Katie Mingle
๐ค SpeakerAppearances Over Time
Podcast Appearances
This was basically a concession to Jane Jacobs and other critics who'd turned against urban renewal and slum clearance.
Co-op City opened to its first residents in December of 1968.
A few months later, a blizzard hit New York.
And this blizzard would be an early test of whether a community could emerge in this new development.
People were just leaving their vehicles right there on the road and setting out on foot all over the city, including on the stretch of I-95 that ran right past the cooperative.
Anne-Marie wasn't there for the blizzard, but she actually did grow up in Co-op City, and she remembers a pretty idyllic childhood there, riding her bike around the vast green spaces that surrounded the buildings, playing with the other kids, and then as a teenager, just wandering around, looking for any kind of fun.
When he died in 1971, Abraham Kazin had built thousands of units of cooperative housing for middle-class New Yorkers.
Co-op City had been the crowning achievement of his vision, but he wasn't there to see it unravel.

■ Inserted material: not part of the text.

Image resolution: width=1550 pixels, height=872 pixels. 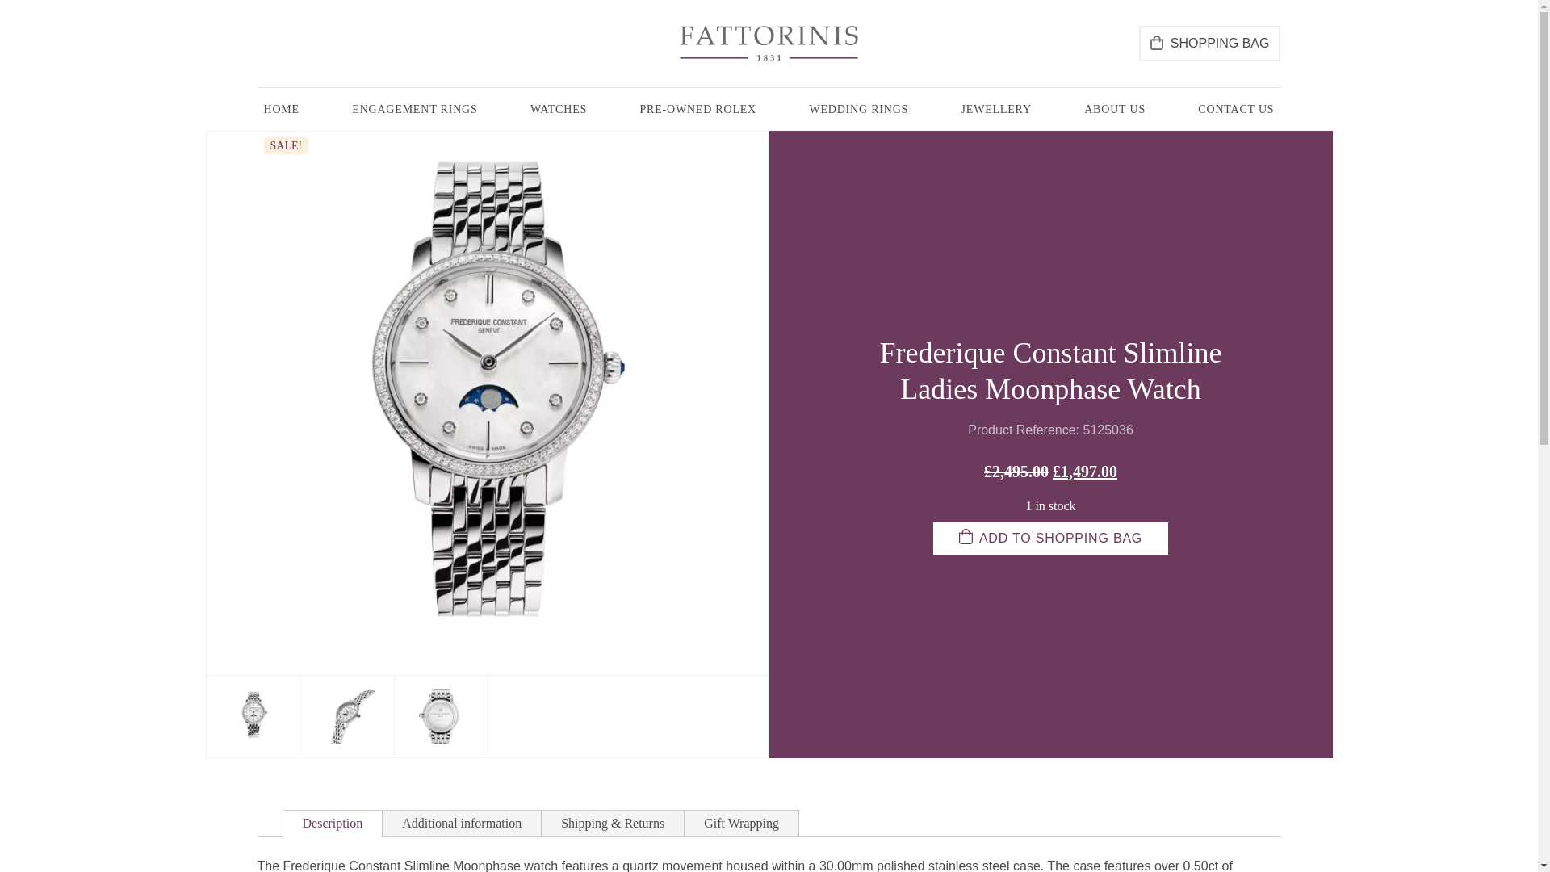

During the years of construction, costs rose and rose because of inflation.
And the United Housing Foundation had to take out a larger mortgage from the state to pay for it.
And how did the residents see the UHF at this time?
The residents of Co-op City were in no mood to hear the UHF's lecturing on the collective sacrifices required to live in a cooperative.
Despite being shareholders or co-owners of the place, early on, the residents had very little say in what happened to it.
They were not allowed to be voting members on the board that controlled the co-op.
that made decisions on things like whether carrying charges went up or who they would hire to repair the roof.
Members of the United Housing Foundation controlled Co-op City's board, and they made those kinds of decisions.
Co-op city residents wanted the UHF to get out of their way.
They wanted to run co-op city themselves, and they wanted the state to give them relief on their mortgage.